Amazon Hiring Tool: Trained on historical hiring data. Learned to penalize women because past hires were mostly men. Abandoned after attempted fixes failed.
Healthcare Algorithm Bias: The Optum algorithm (discussed in ethics module) showed racial bias discovered years after deployment—only caught through external research.
Lessons
- Testing isn’t enough: Production conditions differ from test
- Monitor continuously: Catch problems early
- Plan for rollback: Quick reversion when things go wrong
- Human oversight: Critical decisions need human review
- Adversarial thinking: Consider how systems can be attacked or misused
HANDS-ON EXERCISE: Deploying a Model
Part 1: Create Serving Application
# app.py
from fastapi import FastAPI
from pydantic import BaseModel
import joblib
import numpy as np
app = FastAPI(title="ML Model API")
# Load model at startup
model = joblib.load("model.pkl")
class Features(BaseModel):
sepal_length: float
sepal_width: float
petal_length: float
petal_width: float
@app.post("/predict")
def predict(features: Features):
X = np.array([[
features.sepal_length,
features.sepal_width,
features.petal_length,
features.petal_width
]])
prediction = model.predict(X)[0]
probabilities = model.predict_proba(X)[0].tolist()
return {
"prediction": int(prediction),
"probabilities": probabilities
}
@app.get("/health")
def health():
return {"status": "healthy"}
Part 2: Dockerize
FROM python:3.10-slim
WORKDIR /app
COPY requirements.txt .
RUN pip install --no-cache-dir -r requirements.txt
COPY model.pkl .
COPY app.py .
EXPOSE 8000
CMD ["uvicorn", "app:app", "--host", "0.0.0.0", "--port", "8000"]
Part 3: Add Monitoring
import time
from prometheus_client import Counter, Histogram, start_http_server
# Metrics
REQUESTS = Counter('prediction_requests_total', 'Total prediction requests')

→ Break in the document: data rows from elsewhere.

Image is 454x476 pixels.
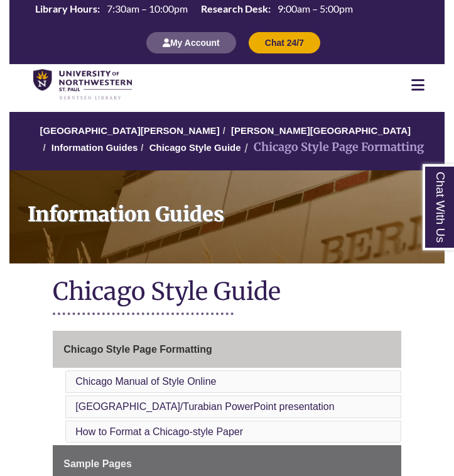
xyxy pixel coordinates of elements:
h1: Information Guides [20,170,445,247]
a: Hours Today [30,2,358,19]
a: Chat 24/7 [249,37,321,47]
a: My Account [147,37,236,47]
button: My Account [147,32,236,53]
button: Chat 24/7 [249,32,321,53]
a: [GEOGRAPHIC_DATA]/Turabian PowerPoint presentation [76,401,334,412]
table: Hours Today [30,2,358,18]
li: Chicago Style Page Formatting [241,138,424,156]
span: Sample Pages [63,458,131,468]
a: [GEOGRAPHIC_DATA][PERSON_NAME] [40,125,219,135]
span: 7:30am – 10:00pm [107,3,188,14]
img: UNWSP Library Logo [33,69,131,100]
a: [PERSON_NAME][GEOGRAPHIC_DATA] [231,125,410,135]
span: 9:00am – 5:00pm [278,3,353,14]
a: Chicago Style Guide [149,142,241,152]
a: Information Guides [9,170,445,263]
h1: Chicago Style Guide [53,276,401,309]
th: Library Hours: [30,2,102,16]
a: Information Guides [51,142,138,152]
th: Research Desk: [196,2,272,16]
a: How to Format a Chicago-style Paper [76,426,243,437]
a: Chicago Manual of Style Online [76,376,216,386]
a: Chicago Style Page Formatting [53,330,401,368]
span: Chicago Style Page Formatting [63,344,212,355]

LATENCY = Histogram('prediction_latency_seconds', 'Prediction latency')
@app.post("/predict")
def predict(features: Features):
REQUESTS.inc()
start = time.time()
# ... prediction code ...
LATENCY.observe(time.time() - start)
return result
# Start metrics server
start_http_server(9090)
Recommended Resources
Books
- Designing Machine Learning Systems by Chip Huyen
- Building Machine Learning Pipelines by Hapke and Nelson
- Machine Learning Engineering by Andriy Burkov
Tools
- MLflow: Experiment tracking and model registry
- Kubeflow: Kubernetes ML pipelines
- Weights & Biases: Experiment tracking
- Evidently: ML monitoring
- Great Expectations: Data validation
Platforms
- AWS SageMaker: End-to-end ML
- Google Vertex AI: GCP ML platform
- Azure ML: Microsoft ML service
- Databricks: Unified analytics platform
Module 9 covers model deployment and MLOps—the engineering practices that turn notebook prototypes into production systems. From containerization to monitoring to handling failures, we learn what it takes to keep ML systems running reliably in the real world.